(Stored data entries)
---------------
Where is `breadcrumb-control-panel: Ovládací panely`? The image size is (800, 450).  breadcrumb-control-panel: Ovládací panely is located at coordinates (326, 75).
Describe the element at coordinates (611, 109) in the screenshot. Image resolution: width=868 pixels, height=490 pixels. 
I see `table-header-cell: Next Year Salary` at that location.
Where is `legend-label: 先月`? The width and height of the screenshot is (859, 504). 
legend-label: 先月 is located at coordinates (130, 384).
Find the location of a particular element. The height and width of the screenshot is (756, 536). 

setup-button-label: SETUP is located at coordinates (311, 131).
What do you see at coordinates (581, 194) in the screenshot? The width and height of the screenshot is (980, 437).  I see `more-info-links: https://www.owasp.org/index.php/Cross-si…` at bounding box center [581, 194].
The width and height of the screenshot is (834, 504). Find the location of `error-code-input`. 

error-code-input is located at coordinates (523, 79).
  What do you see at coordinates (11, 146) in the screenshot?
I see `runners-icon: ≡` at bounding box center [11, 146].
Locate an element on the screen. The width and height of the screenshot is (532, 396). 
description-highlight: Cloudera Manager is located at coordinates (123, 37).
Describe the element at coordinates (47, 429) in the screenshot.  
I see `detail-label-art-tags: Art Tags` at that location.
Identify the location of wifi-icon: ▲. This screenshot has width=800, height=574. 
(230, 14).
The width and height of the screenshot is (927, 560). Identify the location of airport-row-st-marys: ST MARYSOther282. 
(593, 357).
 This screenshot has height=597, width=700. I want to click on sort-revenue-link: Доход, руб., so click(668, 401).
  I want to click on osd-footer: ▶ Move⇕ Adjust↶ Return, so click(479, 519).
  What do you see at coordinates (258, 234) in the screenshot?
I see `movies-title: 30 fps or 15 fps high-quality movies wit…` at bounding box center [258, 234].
---------------
Please write out, exactly as they appear, the line that contains "Describe the element at coordinates (47, 429)" and every line after it up to the end of the entries above, and no others.

Describe the element at coordinates (47, 429) in the screenshot.  
I see `detail-label-art-tags: Art Tags` at that location.
Identify the location of wifi-icon: ▲. This screenshot has width=800, height=574. 
(230, 14).
The width and height of the screenshot is (927, 560). Identify the location of airport-row-st-marys: ST MARYSOther282. 
(593, 357).
 This screenshot has height=597, width=700. I want to click on sort-revenue-link: Доход, руб., so click(668, 401).
  I want to click on osd-footer: ▶ Move⇕ Adjust↶ Return, so click(479, 519).
  What do you see at coordinates (258, 234) in the screenshot?
I see `movies-title: 30 fps or 15 fps high-quality movies wit…` at bounding box center [258, 234].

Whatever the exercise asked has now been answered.